Opinion

How to navigate the journey to smart home energy

Smart metres have the power to coordinate and hold to account the many other smart products that are starting to infiltrate our homes, such as PV, EV charging and smart heating systems. The arrival of so-called ‘agile electricity tariffs’, whose price varies half-hourly in relation to the wholesale price of electricity, are just one manifestation.

While smart devices have gradually invaded the home, they have often been held-back by poor performance or reliability. Customers have been left disappointed by poor service quality which can prevent them from realising the promised benefits. However, it is rarely a case that the core technology does not work – all too often it is a lack of effective service management that causes the customer experience quality to suffer.

There are many phases in each smart energy product’s journey from launch to ubiquity (or ignominy), each with its own set of challenges which service providers will have to overcome if they are to deliver a truly useful and Smart experience. This is a rocky road, but one that can be made significantly easier to navigate by using Service Management technology.

Setting off – early rollout

Once service providers have honed their proposition and begin to rollout devices, it is easy to keep track of their devices as they have a relatively small fleet. Spotting and fixing problems – such as hardware faults, configuration issues or network failures – is fairly simple when you only have a few handfuls of devices to keep an eye on.
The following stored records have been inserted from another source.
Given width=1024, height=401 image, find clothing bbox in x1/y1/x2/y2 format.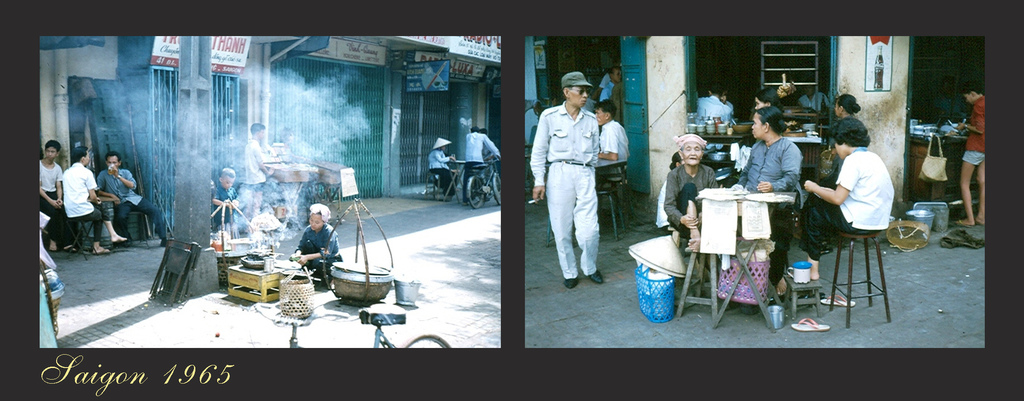
597/117/627/183.
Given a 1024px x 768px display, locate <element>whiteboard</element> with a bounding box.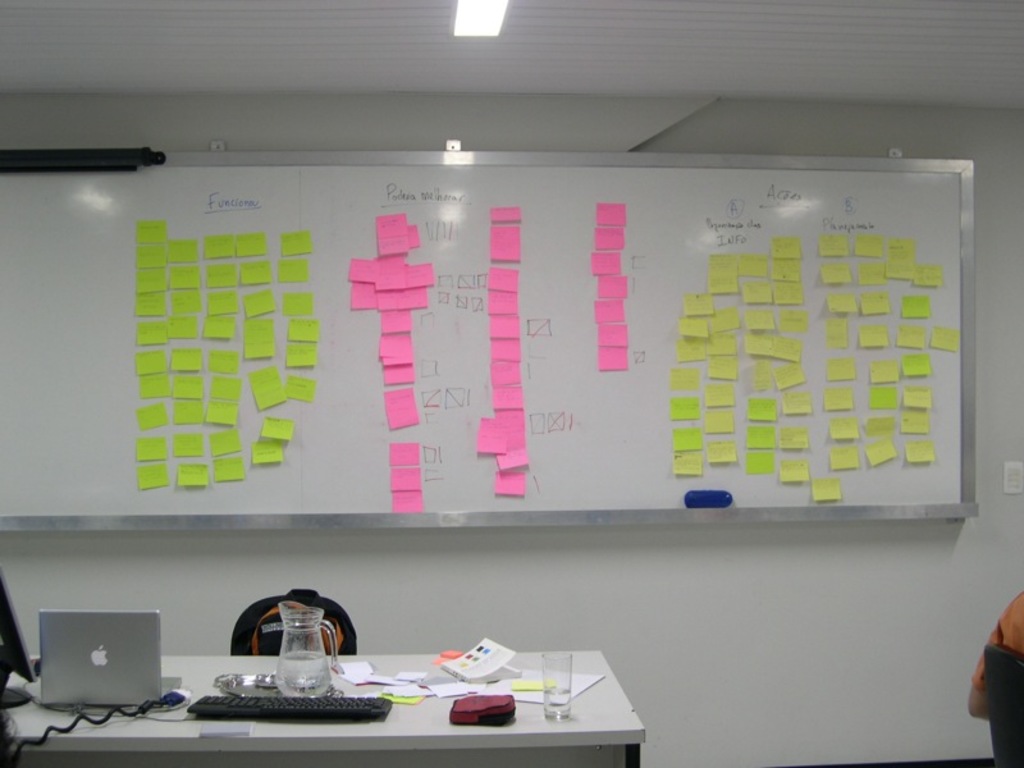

However, as they win customers and scale up the number of devices they have in the wild, the faults go from occasional ‘clicks on the Geiger counter’ to flagging several issues a day or even an hour, depending on the size of the fleet. Service providers suddenly have to start thinking on a different level, otherwise they can easily lose track of what is going on with their devices.

The spreadsheets and manual processes that were fine for managing product trials and early-phase rollouts will become overwhelmed, and service suffers as a result.

A bumpy ride – scaling up

Once this problem is solved and service providers have at least a good picture of what they’ve deployed, their proposition matures further, and the ongoing performance level of their devices becomes the next hurdle to overcome.

Are these devices working as they should? Are the connected properly? Was the installation ‘right first time’? Are there any faults? Are particular types of fault trending? Essentially these queries can all be summarised by asking one simple question: are the smart home energy devices ready to deliver the service, today?

Most providers will ask themselves these questions, but invariably the answer is “I don’t know”. Chances are, their service is poor as a result, but they are only able to gauge this from customer complaints, by which point it is too late – they have already let the customer down.

Climbing the hill – making promises

Once this bend in the road has been navigated, the journey enters its final phase. As they start to gain experience in the space, validate their proposition and on-board more customers, service providers will start to agree levels of service (SLAs) with customers.

However, this isn’t possible without a stable foundation achieved through the earlier steps and some method of measuring and quantifying the quality of service. Simply achieving a rollout cannot be the end of the journey for service providers. To grow and thrive, service providers must be able to consistently provide a great service, and they have to be able to prove that they are delivering it.

Make the journey easier – Service management

Service management can make this journey far smoother and is a must for any service provider looking to make navigating this rocky road. It offers a ‘single pane of glass’ view of the entire fleet of devices, enabling you to spot and solve problems and faults, whilst effectively managing devices and offering key insight and metrics that are crucial to customer success.

Instead of constantly having to react to angry customer complaints, Service Management allows your ops and engineering teams to take a proactive stance to customer service, often solving problems before customers even realise there is a problem.

Without Service management technology, service providers will really struggle to navigate their path to success, their journey will be fraught with poor service, and a growing device estate will gradually cause the team to drown in fire-fighting. It is essential that they get this right, as Smart devices are a vital element of the future grid as renewables increasingly dominate the market.